Chat With My Work
What you’re looking at
This is an in-site retrieval-augmented chatbot for my portfolio website.
It’s grounded in a curated, structured knowledge base of my work history and projects. Responses include citations to the exact source chunks used to generate the answer.
I started this project back in the Fall of 2025. I began by building a core library of AI utilities to reuse across a variety of applications.
From there I wired up a FastAPI backend and a Next.js frontend. I explored the different ways to work with the OpenAI API. I had a very basic chatbot working in a couple of hours.


Starting small and building up
What started as a simple chat interface quickly evolved into something far more ambitious. I built a RAG template from the ground up, giving users the ability to upload documents, kick off a full parsing pipeline, and configure everything from embedding models to chunk sizes and chunking strategies. This became the foundation of my portfolio chatbot.
To stress-test it, I loaded over 100MB of veterinary textbooks and queried it with a locally run open-source LLM. The cracks showed fast: tables broke the parsing pipeline, and as I layered improvements, the pipeline grew brittle and unpredictable. Cursor kept generating hacky patches instead of reusing existing code, pulling me into a loop of upload → error → patch → new error. I made the deliberate call to revert and rebuild from scratch.
That reset changed everything. I defined first-principles rules for working with Cursor, including incremental testing, clean interfaces, and scalable architecture, and stopped asking for massive systems in a single prompt.
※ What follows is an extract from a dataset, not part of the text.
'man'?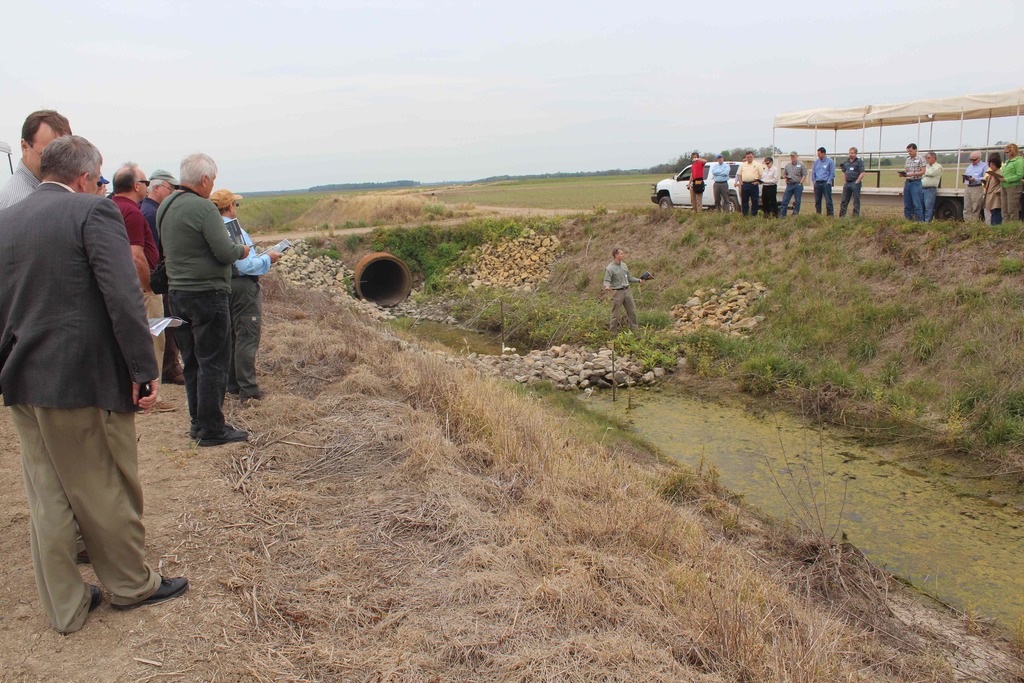
[155, 151, 248, 443]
What emerged was a disciplined, modular approach that gave me real control over the pipeline and a much stronger foundation to build on.
Getting to production
With a stable pipeline in place, the next step was turning it into a live, production-grade portfolio chatbot. I used AI to synthesize context from my resume, interview notes, projects, and GitHub activity into a structured knowledge base, then ran it through my pipeline to parse, chunk, embed, and store it.
For deployment, I split the architecture across two platforms: the RAG API service on Render and the frontend on Vercel, using path-based rules to manage and trigger deployments independently. Once live, I used Claude and Playwright to automate an evaluation loop by generating sample questions, assessing response quality, and iteratively updating the system prompt to improve accuracy and relevance.
Finally, I built out an admin module to give myself runtime control over the top k, model selection, and chat history review without touching the codebase. The result is a fully deployed, self-improving chatbot backed by my own data and infrastructure.

Lessons Learned
AI accelerates the work when I build in small, testable slices, enforce clean interfaces, and keep humans in the loop so automation scales quality instead of chaos.